Zero-shot image recognition typically matches whole images to class descriptions, but fine-grained tasks require focusing on local parts. Existing localized methods crop many random regions, wasting computation and introducing noise. Worse, adding semantic guidance too early creates a "prediction loop": inaccurate intermediate results bias subsequent localization, compounding errors.
LAGO solves this with a two-stage approach: first, a class-agnostic object detector stably identifies candidate regions without semantic bias. Then, adaptive language-guided refinement fine-tunes these regions using intermediate confidence scores to control how much semantic influence to apply. Finally, object-level, contextual, and full-image evidence are fused via an object-context dual-channel aggregation. Experimental results show LAGO achieves SOTA on benchmarks like CUB, SUN, and AWA2, as well as under distribution shifts, while requiring substantially fewer candidate regions at inference.

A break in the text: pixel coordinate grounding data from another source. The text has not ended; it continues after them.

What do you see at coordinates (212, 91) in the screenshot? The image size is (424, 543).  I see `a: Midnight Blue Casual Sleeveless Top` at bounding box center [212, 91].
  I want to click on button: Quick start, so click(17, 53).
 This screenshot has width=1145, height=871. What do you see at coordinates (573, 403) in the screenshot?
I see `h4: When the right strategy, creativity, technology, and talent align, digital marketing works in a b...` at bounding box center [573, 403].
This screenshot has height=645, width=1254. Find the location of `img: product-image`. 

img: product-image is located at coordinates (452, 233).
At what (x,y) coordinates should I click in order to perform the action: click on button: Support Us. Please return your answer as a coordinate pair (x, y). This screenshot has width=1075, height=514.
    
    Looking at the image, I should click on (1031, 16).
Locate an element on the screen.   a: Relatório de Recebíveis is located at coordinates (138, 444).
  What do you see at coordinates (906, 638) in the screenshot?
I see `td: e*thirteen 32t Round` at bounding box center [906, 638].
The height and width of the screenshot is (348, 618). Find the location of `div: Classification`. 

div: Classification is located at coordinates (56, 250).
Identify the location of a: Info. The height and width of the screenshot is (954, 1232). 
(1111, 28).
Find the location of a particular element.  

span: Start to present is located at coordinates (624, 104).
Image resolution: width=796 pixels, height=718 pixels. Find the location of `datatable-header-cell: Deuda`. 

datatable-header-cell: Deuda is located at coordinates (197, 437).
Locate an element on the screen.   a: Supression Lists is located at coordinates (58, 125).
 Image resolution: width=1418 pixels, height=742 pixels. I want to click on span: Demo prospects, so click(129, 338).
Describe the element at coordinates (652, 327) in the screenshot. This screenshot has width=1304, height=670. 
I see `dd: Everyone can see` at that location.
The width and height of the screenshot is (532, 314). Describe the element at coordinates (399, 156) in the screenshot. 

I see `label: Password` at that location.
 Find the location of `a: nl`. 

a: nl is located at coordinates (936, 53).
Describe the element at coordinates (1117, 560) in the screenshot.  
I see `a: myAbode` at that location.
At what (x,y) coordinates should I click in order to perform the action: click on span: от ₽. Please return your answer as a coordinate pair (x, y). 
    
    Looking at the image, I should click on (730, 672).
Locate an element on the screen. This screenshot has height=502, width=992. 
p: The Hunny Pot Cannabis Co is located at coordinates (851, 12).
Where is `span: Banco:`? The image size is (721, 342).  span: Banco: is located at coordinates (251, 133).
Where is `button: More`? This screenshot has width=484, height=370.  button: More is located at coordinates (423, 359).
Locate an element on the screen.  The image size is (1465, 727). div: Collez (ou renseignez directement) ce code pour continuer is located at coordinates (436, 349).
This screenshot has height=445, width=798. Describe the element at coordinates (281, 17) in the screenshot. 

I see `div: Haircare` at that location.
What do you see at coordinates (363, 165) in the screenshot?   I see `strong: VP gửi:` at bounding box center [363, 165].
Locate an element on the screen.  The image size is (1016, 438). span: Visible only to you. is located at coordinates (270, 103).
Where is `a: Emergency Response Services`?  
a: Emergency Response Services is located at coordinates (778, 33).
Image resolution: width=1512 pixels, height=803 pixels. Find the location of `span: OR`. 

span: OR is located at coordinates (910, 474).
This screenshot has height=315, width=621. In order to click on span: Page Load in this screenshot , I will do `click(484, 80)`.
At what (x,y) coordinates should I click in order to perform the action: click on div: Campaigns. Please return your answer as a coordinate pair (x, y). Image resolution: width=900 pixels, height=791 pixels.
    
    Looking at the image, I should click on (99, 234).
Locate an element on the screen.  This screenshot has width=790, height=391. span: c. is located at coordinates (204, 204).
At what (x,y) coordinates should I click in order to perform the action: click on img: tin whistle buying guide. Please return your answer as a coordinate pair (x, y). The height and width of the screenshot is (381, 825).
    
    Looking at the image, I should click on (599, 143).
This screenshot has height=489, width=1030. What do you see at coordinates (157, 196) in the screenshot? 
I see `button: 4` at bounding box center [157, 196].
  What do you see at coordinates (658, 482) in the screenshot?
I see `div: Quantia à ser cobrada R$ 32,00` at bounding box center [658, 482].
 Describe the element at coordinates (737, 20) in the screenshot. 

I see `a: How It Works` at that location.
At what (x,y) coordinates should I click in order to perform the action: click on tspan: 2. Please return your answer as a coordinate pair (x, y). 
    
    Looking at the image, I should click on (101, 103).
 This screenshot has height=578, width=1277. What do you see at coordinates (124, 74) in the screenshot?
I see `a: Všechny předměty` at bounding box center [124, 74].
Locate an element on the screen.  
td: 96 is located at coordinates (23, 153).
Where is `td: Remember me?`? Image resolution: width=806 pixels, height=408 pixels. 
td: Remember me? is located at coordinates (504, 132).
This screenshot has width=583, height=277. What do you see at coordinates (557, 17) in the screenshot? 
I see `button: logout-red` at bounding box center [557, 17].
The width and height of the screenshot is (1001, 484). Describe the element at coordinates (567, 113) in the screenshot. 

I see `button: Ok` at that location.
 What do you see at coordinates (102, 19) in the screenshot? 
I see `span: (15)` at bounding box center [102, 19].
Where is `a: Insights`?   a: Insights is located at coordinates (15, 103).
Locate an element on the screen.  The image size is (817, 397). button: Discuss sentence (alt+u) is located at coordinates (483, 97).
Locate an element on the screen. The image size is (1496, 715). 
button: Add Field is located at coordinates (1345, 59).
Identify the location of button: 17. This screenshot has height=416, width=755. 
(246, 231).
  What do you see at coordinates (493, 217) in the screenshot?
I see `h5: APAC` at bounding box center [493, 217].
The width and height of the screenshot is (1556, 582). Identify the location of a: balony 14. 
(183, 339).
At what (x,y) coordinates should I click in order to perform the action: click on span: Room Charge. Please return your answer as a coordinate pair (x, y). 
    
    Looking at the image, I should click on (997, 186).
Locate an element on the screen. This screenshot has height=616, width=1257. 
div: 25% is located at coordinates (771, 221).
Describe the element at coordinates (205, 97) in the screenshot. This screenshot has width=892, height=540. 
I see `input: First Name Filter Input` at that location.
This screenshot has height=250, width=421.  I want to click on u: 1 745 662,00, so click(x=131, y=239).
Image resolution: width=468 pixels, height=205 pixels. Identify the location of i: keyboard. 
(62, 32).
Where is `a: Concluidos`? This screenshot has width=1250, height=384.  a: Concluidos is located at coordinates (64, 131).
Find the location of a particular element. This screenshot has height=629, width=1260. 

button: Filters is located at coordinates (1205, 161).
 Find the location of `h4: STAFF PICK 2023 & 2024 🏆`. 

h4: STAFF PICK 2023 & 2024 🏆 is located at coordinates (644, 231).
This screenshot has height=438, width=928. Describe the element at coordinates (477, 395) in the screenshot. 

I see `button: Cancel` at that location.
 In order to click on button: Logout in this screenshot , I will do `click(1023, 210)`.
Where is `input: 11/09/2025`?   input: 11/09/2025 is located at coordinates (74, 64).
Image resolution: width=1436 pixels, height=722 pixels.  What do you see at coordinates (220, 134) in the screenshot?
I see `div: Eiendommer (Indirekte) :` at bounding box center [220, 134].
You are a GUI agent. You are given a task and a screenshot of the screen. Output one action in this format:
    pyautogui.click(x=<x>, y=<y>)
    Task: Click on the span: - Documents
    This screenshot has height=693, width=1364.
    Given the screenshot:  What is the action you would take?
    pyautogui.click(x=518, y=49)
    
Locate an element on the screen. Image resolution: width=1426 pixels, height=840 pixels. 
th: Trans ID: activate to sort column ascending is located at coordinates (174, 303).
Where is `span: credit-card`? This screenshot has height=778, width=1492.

- LAGO uses class-agnostic object detection first to avoid the 'prediction loop' failure mode.
- Adaptive confidence-based semantic guidance reduces reliance on many random crops.
- Achieves state-of-the-art on multiple fine-grained zero-shot benchmarks with fewer candidate regions.
Why It Matters
Efficient, robust zero-shot recognition enables real-time fine-grained classification without retraining, crucial for evolving visual AI applications.